Sorry for pouncing on your earlier post. It sounds like you have an in-depth knowledge of your side of the argument.

PS - I consider myself a version of one of those silly "environmentalists", .

http://www.nirs.org/

CarloSW2
No problem

Thanks for being open minded about this, whenever I argue about this I don't mean to ever be making personal attacks, I just want to see the best solution implemented - and fast. Whether it's going to be wind, solar or nuclear we need to really move on it, because the lead time for building the massive over-capacity we'd need to go wind and solar or educating a new nuclear energy workforce would be at least a decade.

By the time we really start feeling the pinch from global warming, peak oil or environmental catastrophe we won't be able to suddenly switch over to a carbon friendly infrastructure because it won't be there, we need to build it now.

Thanks for the link. They have some good points about safety on older plants, but their economic and emissions analysis is way off base. They assume a massively increasing effort required to find nuclear fuel, but if we re-processed that would be a non issue. Also they assume almost no expansion in known uranium reserves, which is kind of like someone in 1920 saying that we'll run out of oil by 1940 - sure, with current known reserves. But no one is even looking for Uranium because producers expanded capacity so much in the 70s, then TMI and Chernobyl happened so there's been a massive over-capacity.

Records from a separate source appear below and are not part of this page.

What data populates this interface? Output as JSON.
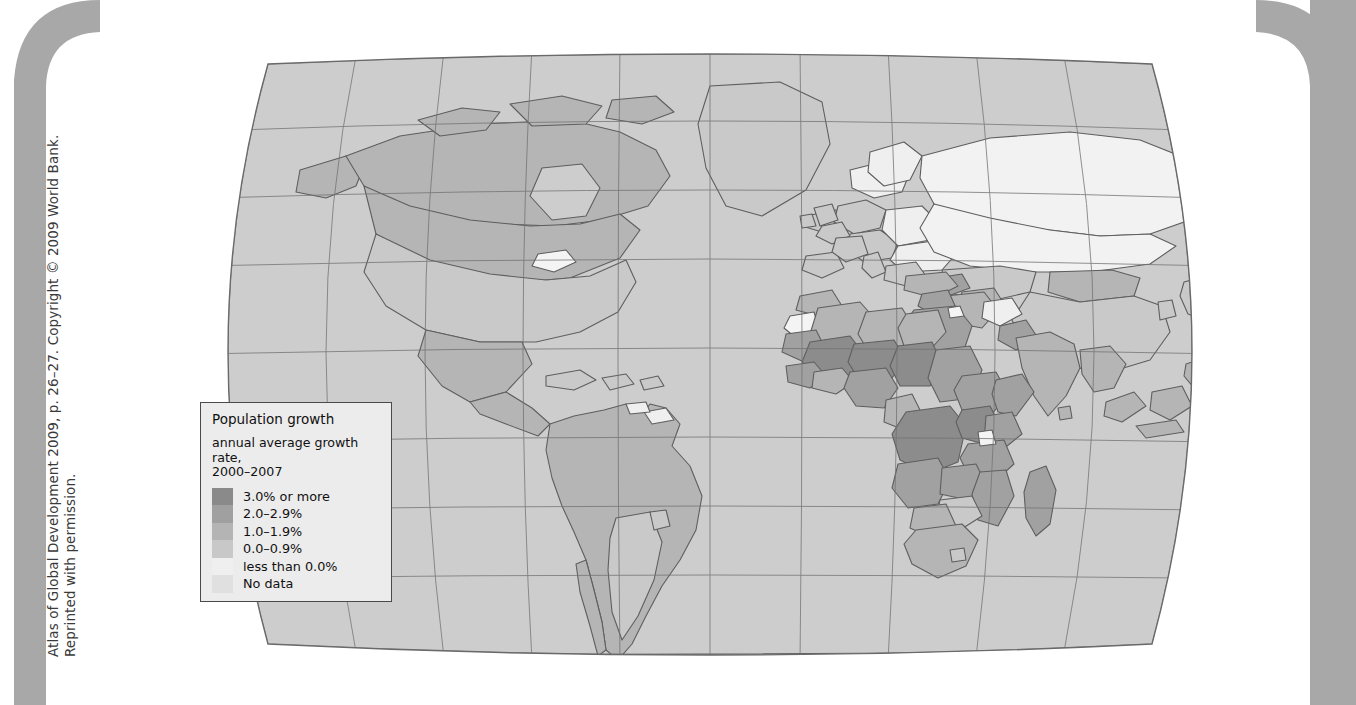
{
  "attribution": {
    "line1": "Atlas of Global Development 2009, p. 26–27. Copyright © 2009 World Bank.",
    "line2": "Reprinted with permission."
  },
  "legend": {
    "title": "Population growth",
    "subtitle_line1": "annual average growth rate,",
    "subtitle_line2": "2000–2007",
    "entries": [
      {
        "label": "3.0% or more",
        "color": "#8a8a8a"
      },
      {
        "label": "2.0–2.9%",
        "color": "#a0a0a0"
      },
      {
        "label": "1.0–1.9%",
        "color": "#b4b4b4"
      },
      {
        "label": "0.0–0.9%",
        "color": "#c8c8c8"
      },
      {
        "label": "less than 0.0%",
        "color": "#efefef"
      },
      {
        "label": "No data",
        "color": "#e0e0e0"
      }
    ]
  },
  "chart_data": {
    "type": "map",
    "title": "Population growth",
    "subtitle": "annual average growth rate, 2000–2007",
    "projection": "Robinson",
    "graticule": {
      "meridian_spacing_deg": 30,
      "parallel_spacing_deg": 20,
      "grid": true
    },
    "color_scale": {
      "kind": "sequential-grayscale",
      "bins": [
        {
          "label": "3.0% or more",
          "min": 3.0,
          "max": null,
          "color": "#8a8a8a"
        },
        {
          "label": "2.0–2.9%",
          "min": 2.0,
          "max": 2.9,
          "color": "#a0a0a0"
        },
        {
          "label": "1.0–1.9%",
          "min": 1.0,
          "max": 1.9,
          "color": "#b4b4b4"
        },
        {
          "label": "0.0–0.9%",
          "min": 0.0,
          "max": 0.9,
          "color": "#c8c8c8"
        },
        {
          "label": "less than 0.0%",
          "min": null,
          "max": 0.0,
          "color": "#efefef"
        },
        {
          "label": "No data",
          "min": null,
          "max": null,
          "color": "#e0e0e0"
        }
      ]
    },
    "ocean_color": "#cfcfcf",
    "border_color": "#5a5a5a",
    "regions": [
      {
        "name": "Canada",
        "bin": "1.0–1.9%"
      },
      {
        "name": "United States",
        "bin": "0.0–0.9%"
      },
      {
        "name": "Greenland",
        "bin": "0.0–0.9%"
      },
      {
        "name": "Mexico",
        "bin": "1.0–1.9%"
      },
      {
        "name": "Central America",
        "bin": "1.0–1.9%"
      },
      {
        "name": "Caribbean",
        "bin": "0.0–0.9%"
      },
      {
        "name": "Brazil",
        "bin": "1.0–1.9%"
      },
      {
        "name": "Argentina",
        "bin": "0.0–0.9%"
      },
      {
        "name": "Chile",
        "bin": "1.0–1.9%"
      },
      {
        "name": "Peru",
        "bin": "1.0–1.9%"
      },
      {
        "name": "Colombia",
        "bin": "1.0–1.9%"
      },
      {
        "name": "Venezuela",
        "bin": "1.0–1.9%"
      },
      {
        "name": "Guyana",
        "bin": "less than 0.0%"
      },
      {
        "name": "Uruguay",
        "bin": "0.0–0.9%"
      },
      {
        "name": "Western Europe",
        "bin": "0.0–0.9%"
      },
      {
        "name": "Eastern Europe",
        "bin": "less than 0.0%"
      },
      {
        "name": "Russian Federation",
        "bin": "less than 0.0%"
      },
      {
        "name": "Ukraine",
        "bin": "less than 0.0%"
      },
      {
        "name": "Kazakhstan",
        "bin": "0.0–0.9%"
      },
      {
        "name": "Mongolia",
        "bin": "1.0–1.9%"
      },
      {
        "name": "China",
        "bin": "0.0–0.9%"
      },
      {
        "name": "Japan",
        "bin": "0.0–0.9%"
      },
      {
        "name": "India",
        "bin": "1.0–1.9%"
      },
      {
        "name": "Pakistan",
        "bin": "2.0–2.9%"
      },
      {
        "name": "Afghanistan",
        "bin": "less than 0.0%"
      },
      {
        "name": "Iran",
        "bin": "1.0–1.9%"
      },
      {
        "name": "Iraq",
        "bin": "2.0–2.9%"
      },
      {
        "name": "Saudi Arabia",
        "bin": "2.0–2.9%"
      },
      {
        "name": "Yemen",
        "bin": "3.0% or more"
      },
      {
        "name": "Turkey",
        "bin": "1.0–1.9%"
      },
      {
        "name": "Kuwait",
        "bin": "less than 0.0%"
      },
      {
        "name": "Egypt",
        "bin": "1.0–1.9%"
      },
      {
        "name": "Libya",
        "bin": "1.0–1.9%"
      },
      {
        "name": "Algeria",
        "bin": "1.0–1.9%"
      },
      {
        "name": "Morocco",
        "bin": "1.0–1.9%"
      },
      {
        "name": "Western Sahara",
        "bin": "less than 0.0%"
      },
      {
        "name": "Mauritania",
        "bin": "2.0–2.9%"
      },
      {
        "name": "Mali",
        "bin": "3.0% or more"
      },
      {
        "name": "Niger",
        "bin": "3.0% or more"
      },
      {
        "name": "Chad",
        "bin": "3.0% or more"
      },
      {
        "name": "Sudan",
        "bin": "2.0–2.9%"
      },
      {
        "name": "Nigeria",
        "bin": "2.0–2.9%"
      },
      {
        "name": "Ethiopia",
        "bin": "2.0–2.9%"
      },
      {
        "name": "Somalia",
        "bin": "2.0–2.9%"
      },
      {
        "name": "Kenya",
        "bin": "2.0–2.9%"
      },
      {
        "name": "Uganda",
        "bin": "3.0% or more"
      },
      {
        "name": "Tanzania",
        "bin": "2.0–2.9%"
      },
      {
        "name": "Dem. Rep. Congo",
        "bin": "3.0% or more"
      },
      {
        "name": "Angola",
        "bin": "2.0–2.9%"
      },
      {
        "name": "Zambia",
        "bin": "2.0–2.9%"
      },
      {
        "name": "Zimbabwe",
        "bin": "0.0–0.9%"
      },
      {
        "name": "South Africa",
        "bin": "1.0–1.9%"
      },
      {
        "name": "Madagascar",
        "bin": "2.0–2.9%"
      },
      {
        "name": "Indonesia",
        "bin": "1.0–1.9%"
      },
      {
        "name": "Papua New Guinea",
        "bin": "2.0–2.9%"
      },
      {
        "name": "Australia",
        "bin": "1.0–1.9%"
      },
      {
        "name": "New Zealand",
        "bin": "1.0–1.9%"
      },
      {
        "name": "Antarctica",
        "bin": "No data"
      }
    ]
  }
}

http://www.nirs.org/alternatives/alternativeshome.htm

Also their proposed alternatives have some mis-leading statements like "19.7 Gigawatts of wind" was installed in 2007. But that's PEAK capacity, average output will be closer to 20% of that, and the minimum is probably somewhere around 2-5% of that.

And Biomass as an alternative energy source? Are they serious? I don't know about you, but I'd rather have a modern nuclear power plant next to my house then a biomass plant that's burning sooty biomass to produce a meager amount of power. Burning biomass puts so much fine particulate matter out that installing filters would be prohibitively expensive because they'd cloged in no time. Just think about it for a second, when you grill, what puts out more smoke and junk: Burning charcoal, or burning moldy logs that were destined for a landfill?

Gasification is a better technology, but it needs to be demonstrated on a commercial scale. Anyway, if you're talking about Biomass just gassify coal and then plant trees to capture the carbon, same end effect but it would be a lot cheaper.